You don’t hear much about this tragic event in French history, but it was just one of the many incidents that turned the tide of public opinion, marking the beginning of the end of the French monarchy.
After a decade of France’s peace negotiations with the Austrian Empire, the deal was sealed with the marriage of the Dauphin Louis (future Louis XVI) and the Austrian Archduchess Marie-Antoinette on May 16th, 1770. The wedding festivities culminated with a fireworks show in Paris near the Seine at the Place Louis XV (now known as the Place de la Concorde) on May 30th.
At the opposite end of the Rue Royale was the huge construction site of the future Eglise de la Madeleine and a large fair set up along the boulevard. According to an account by Louis-Sébastien Mercier, a chronicler of the time who attended the event, the square and surrounding streets were packed tightly full of hundreds of thousands of Parisians hoping to get their first glimpse of the fireworks, since these were usually only seen by royalty and their guests at Versailles. What could possibly go wrong?
The fireworks were being launched from a wooden structure in the shape of a temple set up in the square by King Louis XV’s official pyrotechnicians, the Ruggieri brothers*. After a promising start, the final rockets actually ended up setting the launch structure itself on fire. At first the Parisians thought it was part of the show. But when they finally caught on, the immense crowd panicked and a stampede ensued, pushing towards the narrow Rue Royale where nobles in their carriages – along with Louis and Marie-Antoinette – were also trying to escape. Witness accounts at the time recount how people screamed as they were crushed beneath feet while others were jostled into the Seine and drowned. The official death toll was put at 132 with hundreds more injured, but Mercier recounts a much different story:
“I know many persons who thirty months after these frightful scenes still bore the marks of objects which had been crushed into them. Some lingered on for ten years and then died. I may say without exaggeration that in the general panic and crush more than twelve hundred unfortunate persons lost their lives. One entire family disappeared; and there was scarcely a household which had not to lament the death of a relative or friend.”
Other historians have similar figures. “Galignani’s New Paris Guide: Or, Stranger’s Companion Through the French Metropolis” (1839), puts the death toll as 3,000, a number repeated in the 1917 “New International Encyclopaedia” entry for the Place de la Concorde. Regardless, even at 132 it remains the deadliest fireworks accident of all time.
Louis and Marie-Antoinette were reportedly horrified at the tragedy that took so many lives at what was supposed to be a rapprochement of royalty with their subjects in a time of great distrust (the lavish spending for the wedding angered many who were still feeling the effects of the famine during Louis XV’s reign). According to royalist historians, the couple immediately turned over their personal allowances for that month to Lieutenant General of the Paris Police, Antoine de Sartine, to distribute to the victims and their families.
The dead were buried in the cemetery of the La Ville-L’Evêque, a hamlet just outside the city not far from the Madeleine, where, ironically, the decapitated bodies of Marie-Antoinette and Louis XVI would be dumped 23 years later during the French Revolution.
*As an interesting aside, the Ruggieris, who emigrated to France from Italy in 1739, not only developed almost all of the fireworks techniques still used today – different colors, movements, and “quick match” fuses to be able to light several at once – but their company is still in business today, organizing pyrotechnical shows around the world including the Bastille Day fireworks at the Eiffel Tower. Talk about overcoming a PR disaster!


__Task description__
Which lines of the entries contain the string "Molar"? Please find them and copy them.

───── Dataset records

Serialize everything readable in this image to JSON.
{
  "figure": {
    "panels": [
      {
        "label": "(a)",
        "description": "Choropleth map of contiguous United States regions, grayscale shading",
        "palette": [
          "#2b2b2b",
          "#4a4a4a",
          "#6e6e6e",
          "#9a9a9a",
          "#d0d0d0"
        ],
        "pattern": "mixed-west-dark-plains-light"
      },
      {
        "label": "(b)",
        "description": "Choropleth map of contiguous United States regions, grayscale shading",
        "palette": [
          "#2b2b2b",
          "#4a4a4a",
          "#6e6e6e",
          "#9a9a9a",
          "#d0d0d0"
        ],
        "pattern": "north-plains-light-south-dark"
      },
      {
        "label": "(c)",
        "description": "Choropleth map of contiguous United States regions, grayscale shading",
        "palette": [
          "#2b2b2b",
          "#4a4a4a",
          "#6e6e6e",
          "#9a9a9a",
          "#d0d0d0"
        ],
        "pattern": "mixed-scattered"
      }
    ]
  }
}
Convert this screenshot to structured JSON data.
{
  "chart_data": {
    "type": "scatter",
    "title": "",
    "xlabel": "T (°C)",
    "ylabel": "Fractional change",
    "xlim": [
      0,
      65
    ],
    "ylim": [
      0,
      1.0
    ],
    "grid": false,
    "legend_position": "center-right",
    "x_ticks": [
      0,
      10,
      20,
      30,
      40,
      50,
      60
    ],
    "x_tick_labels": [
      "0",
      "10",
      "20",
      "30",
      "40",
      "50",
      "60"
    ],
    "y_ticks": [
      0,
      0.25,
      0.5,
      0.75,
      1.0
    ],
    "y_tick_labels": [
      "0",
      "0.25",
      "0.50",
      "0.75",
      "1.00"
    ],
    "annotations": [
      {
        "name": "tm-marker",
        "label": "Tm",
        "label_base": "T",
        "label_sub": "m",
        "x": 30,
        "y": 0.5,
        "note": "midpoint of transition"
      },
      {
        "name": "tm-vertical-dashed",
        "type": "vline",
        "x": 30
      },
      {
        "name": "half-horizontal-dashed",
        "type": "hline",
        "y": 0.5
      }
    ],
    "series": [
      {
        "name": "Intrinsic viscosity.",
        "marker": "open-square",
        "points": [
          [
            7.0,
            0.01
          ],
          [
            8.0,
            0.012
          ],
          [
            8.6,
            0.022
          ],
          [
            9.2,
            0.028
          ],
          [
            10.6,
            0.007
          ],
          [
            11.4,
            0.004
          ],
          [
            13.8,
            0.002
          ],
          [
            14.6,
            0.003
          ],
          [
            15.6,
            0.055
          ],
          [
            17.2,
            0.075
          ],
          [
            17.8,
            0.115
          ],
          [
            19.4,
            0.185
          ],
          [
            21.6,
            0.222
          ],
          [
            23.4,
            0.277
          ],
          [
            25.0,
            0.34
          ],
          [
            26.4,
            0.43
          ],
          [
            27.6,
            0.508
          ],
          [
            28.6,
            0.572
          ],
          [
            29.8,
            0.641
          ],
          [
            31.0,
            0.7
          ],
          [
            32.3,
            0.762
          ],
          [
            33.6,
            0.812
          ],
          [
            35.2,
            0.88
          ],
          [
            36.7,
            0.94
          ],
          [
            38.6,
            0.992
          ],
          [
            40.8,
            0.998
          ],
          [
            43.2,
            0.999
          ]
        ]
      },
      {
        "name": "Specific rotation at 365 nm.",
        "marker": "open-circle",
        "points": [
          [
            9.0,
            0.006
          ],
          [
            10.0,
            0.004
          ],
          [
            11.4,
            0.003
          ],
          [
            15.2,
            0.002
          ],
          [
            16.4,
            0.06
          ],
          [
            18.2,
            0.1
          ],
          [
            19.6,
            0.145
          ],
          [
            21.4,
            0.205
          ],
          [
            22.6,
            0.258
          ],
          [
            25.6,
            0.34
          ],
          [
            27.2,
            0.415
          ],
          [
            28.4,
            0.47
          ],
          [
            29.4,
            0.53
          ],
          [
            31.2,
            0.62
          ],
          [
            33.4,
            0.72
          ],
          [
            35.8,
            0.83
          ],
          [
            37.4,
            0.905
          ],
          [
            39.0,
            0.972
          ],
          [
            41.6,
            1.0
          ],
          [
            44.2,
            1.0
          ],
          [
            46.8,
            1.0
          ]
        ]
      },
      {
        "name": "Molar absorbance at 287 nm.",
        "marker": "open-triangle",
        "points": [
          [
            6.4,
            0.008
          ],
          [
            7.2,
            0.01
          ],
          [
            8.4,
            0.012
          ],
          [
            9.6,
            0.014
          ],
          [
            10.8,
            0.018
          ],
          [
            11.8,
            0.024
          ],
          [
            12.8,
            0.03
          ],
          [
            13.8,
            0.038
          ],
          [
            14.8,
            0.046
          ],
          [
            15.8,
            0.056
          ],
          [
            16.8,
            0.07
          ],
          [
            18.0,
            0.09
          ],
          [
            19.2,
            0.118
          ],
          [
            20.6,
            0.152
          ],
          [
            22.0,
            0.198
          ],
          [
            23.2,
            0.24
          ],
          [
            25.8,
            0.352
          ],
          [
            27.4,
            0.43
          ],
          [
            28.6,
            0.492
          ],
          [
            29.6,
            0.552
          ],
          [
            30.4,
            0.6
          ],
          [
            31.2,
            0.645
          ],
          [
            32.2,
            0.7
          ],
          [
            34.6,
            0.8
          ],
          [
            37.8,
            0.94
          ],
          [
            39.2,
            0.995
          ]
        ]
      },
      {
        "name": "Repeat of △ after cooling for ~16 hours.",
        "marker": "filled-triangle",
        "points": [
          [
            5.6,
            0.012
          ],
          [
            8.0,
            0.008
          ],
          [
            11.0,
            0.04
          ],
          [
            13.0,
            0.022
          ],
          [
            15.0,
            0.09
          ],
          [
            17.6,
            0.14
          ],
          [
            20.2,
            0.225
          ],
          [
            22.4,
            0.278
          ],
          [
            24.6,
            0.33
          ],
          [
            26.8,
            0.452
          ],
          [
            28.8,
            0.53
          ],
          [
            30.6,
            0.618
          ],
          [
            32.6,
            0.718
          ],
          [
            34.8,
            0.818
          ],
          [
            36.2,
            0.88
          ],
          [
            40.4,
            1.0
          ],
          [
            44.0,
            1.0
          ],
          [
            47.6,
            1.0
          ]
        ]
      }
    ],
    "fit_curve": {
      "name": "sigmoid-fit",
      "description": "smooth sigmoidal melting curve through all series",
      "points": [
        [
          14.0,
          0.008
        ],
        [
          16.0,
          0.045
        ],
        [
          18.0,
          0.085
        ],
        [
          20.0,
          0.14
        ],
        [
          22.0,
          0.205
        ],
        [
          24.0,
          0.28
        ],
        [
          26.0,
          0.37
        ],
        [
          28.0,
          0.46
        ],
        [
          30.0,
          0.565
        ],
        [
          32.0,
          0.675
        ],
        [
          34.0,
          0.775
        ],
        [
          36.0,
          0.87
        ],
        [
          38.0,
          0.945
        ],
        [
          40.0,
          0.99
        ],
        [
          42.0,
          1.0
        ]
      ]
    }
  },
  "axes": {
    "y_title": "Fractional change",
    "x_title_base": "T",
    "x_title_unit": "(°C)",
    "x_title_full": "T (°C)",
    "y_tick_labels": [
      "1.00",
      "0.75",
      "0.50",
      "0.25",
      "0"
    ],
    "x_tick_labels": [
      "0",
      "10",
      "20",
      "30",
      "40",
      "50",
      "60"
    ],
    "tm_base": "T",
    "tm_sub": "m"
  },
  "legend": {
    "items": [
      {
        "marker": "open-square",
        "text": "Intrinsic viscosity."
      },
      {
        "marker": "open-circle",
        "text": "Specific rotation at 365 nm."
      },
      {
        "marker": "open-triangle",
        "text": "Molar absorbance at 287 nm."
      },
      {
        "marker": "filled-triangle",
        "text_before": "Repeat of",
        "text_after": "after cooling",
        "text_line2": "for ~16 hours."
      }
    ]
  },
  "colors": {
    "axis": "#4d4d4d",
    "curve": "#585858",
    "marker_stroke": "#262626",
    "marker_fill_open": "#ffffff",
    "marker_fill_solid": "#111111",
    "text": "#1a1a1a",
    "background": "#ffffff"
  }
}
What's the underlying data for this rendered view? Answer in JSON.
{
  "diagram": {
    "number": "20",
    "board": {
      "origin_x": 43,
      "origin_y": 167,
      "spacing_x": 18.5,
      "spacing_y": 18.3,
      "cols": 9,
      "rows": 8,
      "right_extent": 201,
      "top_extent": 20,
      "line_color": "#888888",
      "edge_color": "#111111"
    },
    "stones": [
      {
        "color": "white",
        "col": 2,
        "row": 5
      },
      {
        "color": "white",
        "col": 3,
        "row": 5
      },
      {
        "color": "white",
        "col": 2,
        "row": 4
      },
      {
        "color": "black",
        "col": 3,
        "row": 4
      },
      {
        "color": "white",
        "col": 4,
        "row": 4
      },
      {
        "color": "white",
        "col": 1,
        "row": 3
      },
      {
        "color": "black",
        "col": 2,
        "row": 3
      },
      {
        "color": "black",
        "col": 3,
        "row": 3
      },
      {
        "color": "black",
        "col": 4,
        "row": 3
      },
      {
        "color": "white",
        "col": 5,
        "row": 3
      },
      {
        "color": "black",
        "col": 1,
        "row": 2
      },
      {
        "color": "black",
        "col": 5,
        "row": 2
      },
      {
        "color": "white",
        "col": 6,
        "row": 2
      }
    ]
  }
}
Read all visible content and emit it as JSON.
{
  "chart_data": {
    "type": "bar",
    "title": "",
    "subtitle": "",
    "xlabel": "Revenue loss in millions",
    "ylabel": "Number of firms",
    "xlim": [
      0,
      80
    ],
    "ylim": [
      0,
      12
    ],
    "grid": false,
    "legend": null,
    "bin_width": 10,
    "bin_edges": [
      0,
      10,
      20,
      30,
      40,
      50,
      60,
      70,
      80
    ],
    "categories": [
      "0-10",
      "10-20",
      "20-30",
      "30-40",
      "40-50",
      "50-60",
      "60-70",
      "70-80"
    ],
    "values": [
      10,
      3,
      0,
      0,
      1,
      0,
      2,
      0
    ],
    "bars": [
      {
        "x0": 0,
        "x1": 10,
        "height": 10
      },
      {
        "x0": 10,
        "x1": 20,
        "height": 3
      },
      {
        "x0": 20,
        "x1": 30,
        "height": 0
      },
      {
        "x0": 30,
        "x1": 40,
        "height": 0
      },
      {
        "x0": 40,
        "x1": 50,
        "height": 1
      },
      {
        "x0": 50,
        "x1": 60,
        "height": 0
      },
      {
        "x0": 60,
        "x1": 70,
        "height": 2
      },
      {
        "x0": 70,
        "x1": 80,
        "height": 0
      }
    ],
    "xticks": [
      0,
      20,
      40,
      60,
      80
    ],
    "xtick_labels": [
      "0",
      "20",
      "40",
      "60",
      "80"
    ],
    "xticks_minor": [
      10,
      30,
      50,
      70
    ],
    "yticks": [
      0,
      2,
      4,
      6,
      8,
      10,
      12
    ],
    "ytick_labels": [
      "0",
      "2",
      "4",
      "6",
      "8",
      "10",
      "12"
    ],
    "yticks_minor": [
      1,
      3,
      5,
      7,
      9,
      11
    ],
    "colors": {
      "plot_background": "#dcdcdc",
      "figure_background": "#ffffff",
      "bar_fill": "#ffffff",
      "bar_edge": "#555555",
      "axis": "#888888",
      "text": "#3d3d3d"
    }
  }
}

──────────

__Output__
        "name": "Molar absorbance at 287 nm.",
        "text": "Molar absorbance at 287 nm."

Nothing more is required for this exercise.